In a follow-up to her Restoration London,
Picard delivers an encyclopedic distillation of mid-18th-century daily life in Europe's largest, most dynamic city—i.e., she conveys what it was like to be Sam Johnson's neighbor. Her zoom lens focuses on living and working conditions of both rich and poor, health and welfare systems (such as they were), crime and punishment, pleasures, cuisine, fads and fashions, manners and customs. She also features the gray fogs, rank smells, black filth, grinding poverty, nearly nonexistent hygiene (among all classes) and rampant disease. Her sources include travelers' accounts, local diarists, the Gentleman's Magazine,
the Ladies Dispensary, or Every Woman Her Own Physician
and Boswell's frank journals. Readers will not look again at historical portraits of Londoners without shuddering at what most history books conceal. Much of Picard's jocularity succeeds, as when she considers prices: "enough gin to get drunk on" cost a penny, "enough gin to get dead drunk on" cost tuppence; two-and-a-half shillings—slightly more than a journeyman tailor's daily pay—could get a tooth extracted or buy a chicken; a shilling and a pint of cheap wine afforded one a prostitute. This pleasingly plotless book offers fascinating snapshots of the appealing and the repellant in a particular time and place. 32 pages of color and b&w photos not seen by PW. (July)
Forecast:The audience for this may be less specialized than it would seem, as film-goers and readers of period novels will find this chatty book an intriguing contrast to romantic depictions. It may also get a boost from a minor Johnson/Boswell revival, including the publication late last year of Peter Martin's
A Life of James Boswell and Adam Sisman's forthcoming
Boswell's Presumptuous Task: The Making of the Life of Dr. Johnson.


WORK INSTRUCTION: Reproduce the data shown below exactly.

[PROVIDED INFORMATION Boundary: Start]

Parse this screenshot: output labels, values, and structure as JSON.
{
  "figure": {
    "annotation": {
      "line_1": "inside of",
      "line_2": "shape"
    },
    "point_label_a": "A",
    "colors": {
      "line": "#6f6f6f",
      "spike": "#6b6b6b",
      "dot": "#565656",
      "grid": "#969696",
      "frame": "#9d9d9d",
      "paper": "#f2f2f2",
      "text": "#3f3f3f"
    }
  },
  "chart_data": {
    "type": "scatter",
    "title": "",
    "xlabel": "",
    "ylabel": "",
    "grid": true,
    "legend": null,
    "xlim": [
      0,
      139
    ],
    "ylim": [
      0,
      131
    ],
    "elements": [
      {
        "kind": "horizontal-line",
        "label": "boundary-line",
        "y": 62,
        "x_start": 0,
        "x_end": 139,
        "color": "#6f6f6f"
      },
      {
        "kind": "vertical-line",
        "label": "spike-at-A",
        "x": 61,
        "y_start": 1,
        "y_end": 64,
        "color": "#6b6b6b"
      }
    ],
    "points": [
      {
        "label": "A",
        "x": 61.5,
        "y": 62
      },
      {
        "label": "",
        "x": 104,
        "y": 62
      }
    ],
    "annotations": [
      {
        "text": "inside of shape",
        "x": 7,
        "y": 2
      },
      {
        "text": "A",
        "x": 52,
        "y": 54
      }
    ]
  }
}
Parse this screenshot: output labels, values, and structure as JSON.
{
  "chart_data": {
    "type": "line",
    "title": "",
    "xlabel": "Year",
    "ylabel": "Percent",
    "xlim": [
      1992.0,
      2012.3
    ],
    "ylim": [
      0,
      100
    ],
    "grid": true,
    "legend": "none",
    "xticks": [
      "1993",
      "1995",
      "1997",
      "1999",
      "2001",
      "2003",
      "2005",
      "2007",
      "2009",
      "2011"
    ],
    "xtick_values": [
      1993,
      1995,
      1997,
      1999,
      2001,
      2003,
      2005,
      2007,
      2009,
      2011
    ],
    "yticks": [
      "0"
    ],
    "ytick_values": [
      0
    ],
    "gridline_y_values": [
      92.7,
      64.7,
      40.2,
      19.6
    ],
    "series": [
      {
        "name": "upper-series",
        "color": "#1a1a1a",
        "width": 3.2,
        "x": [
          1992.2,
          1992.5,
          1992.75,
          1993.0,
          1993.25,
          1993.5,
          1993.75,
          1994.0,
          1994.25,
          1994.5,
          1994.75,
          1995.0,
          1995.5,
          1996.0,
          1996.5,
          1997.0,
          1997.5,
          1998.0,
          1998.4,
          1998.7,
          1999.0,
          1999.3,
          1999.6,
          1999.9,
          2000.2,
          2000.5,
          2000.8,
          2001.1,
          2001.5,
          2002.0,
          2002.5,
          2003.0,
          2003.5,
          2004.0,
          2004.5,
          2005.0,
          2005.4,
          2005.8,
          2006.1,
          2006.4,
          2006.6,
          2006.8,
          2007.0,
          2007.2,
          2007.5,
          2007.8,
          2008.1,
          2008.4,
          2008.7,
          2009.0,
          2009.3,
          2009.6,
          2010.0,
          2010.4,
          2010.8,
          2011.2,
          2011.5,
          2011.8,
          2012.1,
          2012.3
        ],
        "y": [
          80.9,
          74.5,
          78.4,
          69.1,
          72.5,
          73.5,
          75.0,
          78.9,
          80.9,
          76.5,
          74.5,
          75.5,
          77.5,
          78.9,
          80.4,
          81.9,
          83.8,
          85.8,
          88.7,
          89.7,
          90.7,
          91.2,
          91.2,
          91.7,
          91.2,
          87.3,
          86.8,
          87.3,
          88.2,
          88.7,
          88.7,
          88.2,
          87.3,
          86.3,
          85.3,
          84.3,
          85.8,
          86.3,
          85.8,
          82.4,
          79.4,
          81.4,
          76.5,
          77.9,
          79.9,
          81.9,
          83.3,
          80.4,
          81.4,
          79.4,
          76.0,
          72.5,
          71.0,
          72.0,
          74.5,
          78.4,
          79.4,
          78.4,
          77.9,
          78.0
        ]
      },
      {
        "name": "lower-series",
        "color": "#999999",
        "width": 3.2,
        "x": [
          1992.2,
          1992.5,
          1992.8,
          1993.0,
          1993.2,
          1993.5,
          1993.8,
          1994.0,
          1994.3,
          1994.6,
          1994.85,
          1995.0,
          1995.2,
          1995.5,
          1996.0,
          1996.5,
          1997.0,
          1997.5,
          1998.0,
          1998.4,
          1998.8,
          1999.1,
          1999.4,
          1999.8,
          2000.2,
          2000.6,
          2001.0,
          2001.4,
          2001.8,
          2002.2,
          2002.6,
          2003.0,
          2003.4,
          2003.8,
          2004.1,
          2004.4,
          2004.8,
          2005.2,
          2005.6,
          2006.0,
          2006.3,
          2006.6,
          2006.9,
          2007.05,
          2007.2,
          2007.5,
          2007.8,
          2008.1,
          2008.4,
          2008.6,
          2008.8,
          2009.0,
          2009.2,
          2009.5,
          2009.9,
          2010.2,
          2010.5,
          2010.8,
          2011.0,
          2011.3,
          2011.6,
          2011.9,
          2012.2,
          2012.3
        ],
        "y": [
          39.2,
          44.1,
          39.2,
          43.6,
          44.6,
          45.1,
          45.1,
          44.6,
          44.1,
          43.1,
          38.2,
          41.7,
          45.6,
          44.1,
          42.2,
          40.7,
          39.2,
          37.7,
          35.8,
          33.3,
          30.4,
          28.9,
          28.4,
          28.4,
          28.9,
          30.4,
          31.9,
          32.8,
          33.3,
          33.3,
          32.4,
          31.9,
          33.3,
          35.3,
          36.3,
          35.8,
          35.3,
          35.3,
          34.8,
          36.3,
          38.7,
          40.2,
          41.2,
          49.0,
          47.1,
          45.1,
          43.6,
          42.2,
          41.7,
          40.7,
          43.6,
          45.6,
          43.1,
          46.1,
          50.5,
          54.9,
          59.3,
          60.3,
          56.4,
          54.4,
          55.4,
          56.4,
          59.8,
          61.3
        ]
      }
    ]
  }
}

[PROVIDED INFORMATION Boundary: End]

TASK OUTPUT:
Parse this screenshot: output labels, values, and structure as JSON.
{
  "figure": {
    "annotation": {
      "line_1": "inside of",
      "line_2": "shape"
    },
    "point_label_a": "A",
    "colors": {
      "line": "#6f6f6f",
      "spike": "#6b6b6b",
      "dot": "#565656",
      "grid": "#969696",
      "frame": "#9d9d9d",
      "paper": "#f2f2f2",
      "text": "#3f3f3f"
    }
  },
  "chart_data": {
    "type": "scatter",
    "title": "",
    "xlabel": "",
    "ylabel": "",
    "grid": true,
    "legend": null,
    "xlim": [
      0,
      139
    ],
    "ylim": [
      0,
      131
    ],
    "elements": [
      {
        "kind": "horizontal-line",
        "label": "boundary-line",
        "y": 62,
        "x_start": 0,
        "x_end": 139,
        "color": "#6f6f6f"
      },
      {
        "kind": "vertical-line",
        "label": "spike-at-A",
        "x": 61,
        "y_start": 1,
        "y_end": 64,
        "color": "#6b6b6b"
      }
    ],
    "points": [
      {
        "label": "A",
        "x": 61.5,
        "y": 62
      },
      {
        "label": "",
        "x": 104,
        "y": 62
      }
    ],
    "annotations": [
      {
        "text": "inside of shape",
        "x": 7,
        "y": 2
      },
      {
        "text": "A",
        "x": 52,
        "y": 54
      }
    ]
  }
}
Parse this screenshot: output labels, values, and structure as JSON.
{
  "chart_data": {
    "type": "line",
    "title": "",
    "xlabel": "Year",
    "ylabel": "Percent",
    "xlim": [
      1992.0,
      2012.3
    ],
    "ylim": [
      0,
      100
    ],
    "grid": true,
    "legend": "none",
    "xticks": [
      "1993",
      "1995",
      "1997",
      "1999",
      "2001",
      "2003",
      "2005",
      "2007",
      "2009",
      "2011"
    ],
    "xtick_values": [
      1993,
      1995,
      1997,
      1999,
      2001,
      2003,
      2005,
      2007,
      2009,
      2011
    ],
    "yticks": [
      "0"
    ],
    "ytick_values": [
      0
    ],
    "gridline_y_values": [
      92.7,
      64.7,
      40.2,
      19.6
    ],
    "series": [
      {
        "name": "upper-series",
        "color": "#1a1a1a",
        "width": 3.2,
        "x": [
          1992.2,
          1992.5,
          1992.75,
          1993.0,
          1993.25,
          1993.5,
          1993.75,
          1994.0,
          1994.25,
          1994.5,
          1994.75,
          1995.0,
          1995.5,
          1996.0,
          1996.5,
          1997.0,
          1997.5,
          1998.0,
          1998.4,
          1998.7,
          1999.0,
          1999.3,
          1999.6,
          1999.9,
          2000.2,
          2000.5,
          2000.8,
          2001.1,
          2001.5,
          2002.0,
          2002.5,
          2003.0,
          2003.5,
          2004.0,
          2004.5,
          2005.0,
          2005.4,
          2005.8,
          2006.1,
          2006.4,
          2006.6,
          2006.8,
          2007.0,
          2007.2,
          2007.5,
          2007.8,
          2008.1,
          2008.4,
          2008.7,
          2009.0,
          2009.3,
          2009.6,
          2010.0,
          2010.4,
          2010.8,
          2011.2,
          2011.5,
          2011.8,
          2012.1,
          2012.3
        ],
        "y": [
          80.9,
          74.5,
          78.4,
          69.1,
          72.5,
          73.5,
          75.0,
          78.9,
          80.9,
          76.5,
          74.5,
          75.5,
          77.5,
          78.9,
          80.4,
          81.9,
          83.8,
          85.8,
          88.7,
          89.7,
          90.7,
          91.2,
          91.2,
          91.7,
          91.2,
          87.3,
          86.8,
          87.3,
          88.2,
          88.7,
          88.7,
          88.2,
          87.3,
          86.3,
          85.3,
          84.3,
          85.8,
          86.3,
          85.8,
          82.4,
          79.4,
          81.4,
          76.5,
          77.9,
          79.9,
          81.9,
          83.3,
          80.4,
          81.4,
          79.4,
          76.0,
          72.5,
          71.0,
          72.0,
          74.5,
          78.4,
          79.4,
          78.4,
          77.9,
          78.0
        ]
      },
      {
        "name": "lower-series",
        "color": "#999999",
        "width": 3.2,
        "x": [
          1992.2,
          1992.5,
          1992.8,
          1993.0,
          1993.2,
          1993.5,
          1993.8,
          1994.0,
          1994.3,
          1994.6,
          1994.85,
          1995.0,
          1995.2,
          1995.5,
          1996.0,
          1996.5,
          1997.0,
          1997.5,
          1998.0,
          1998.4,
          1998.8,
          1999.1,
          1999.4,
          1999.8,
          2000.2,
          2000.6,
          2001.0,
          2001.4,
          2001.8,
          2002.2,
          2002.6,
          2003.0,
          2003.4,
          2003.8,
          2004.1,
          2004.4,
          2004.8,
          2005.2,
          2005.6,
          2006.0,
          2006.3,
          2006.6,
          2006.9,
          2007.05,
          2007.2,
          2007.5,
          2007.8,
          2008.1,
          2008.4,
          2008.6,
          2008.8,
          2009.0,
          2009.2,
          2009.5,
          2009.9,
          2010.2,
          2010.5,
          2010.8,
          2011.0,
          2011.3,
          2011.6,
          2011.9,
          2012.2,
          2012.3
        ],
        "y": [
          39.2,
          44.1,
          39.2,
          43.6,
          44.6,
          45.1,
          45.1,
          44.6,
          44.1,
          43.1,
          38.2,
          41.7,
          45.6,
          44.1,
          42.2,
          40.7,
          39.2,
          37.7,
          35.8,
          33.3,
          30.4,
          28.9,
          28.4,
          28.4,
          28.9,
          30.4,
          31.9,
          32.8,
          33.3,
          33.3,
          32.4,
          31.9,
          33.3,
          35.3,
          36.3,
          35.8,
          35.3,
          35.3,
          34.8,
          36.3,
          38.7,
          40.2,
          41.2,
          49.0,
          47.1,
          45.1,
          43.6,
          42.2,
          41.7,
          40.7,
          43.6,
          45.6,
          43.1,
          46.1,
          50.5,
          54.9,
          59.3,
          60.3,
          56.4,
          54.4,
          55.4,
          56.4,
          59.8,
          61.3
        ]
      }
    ]
  }
}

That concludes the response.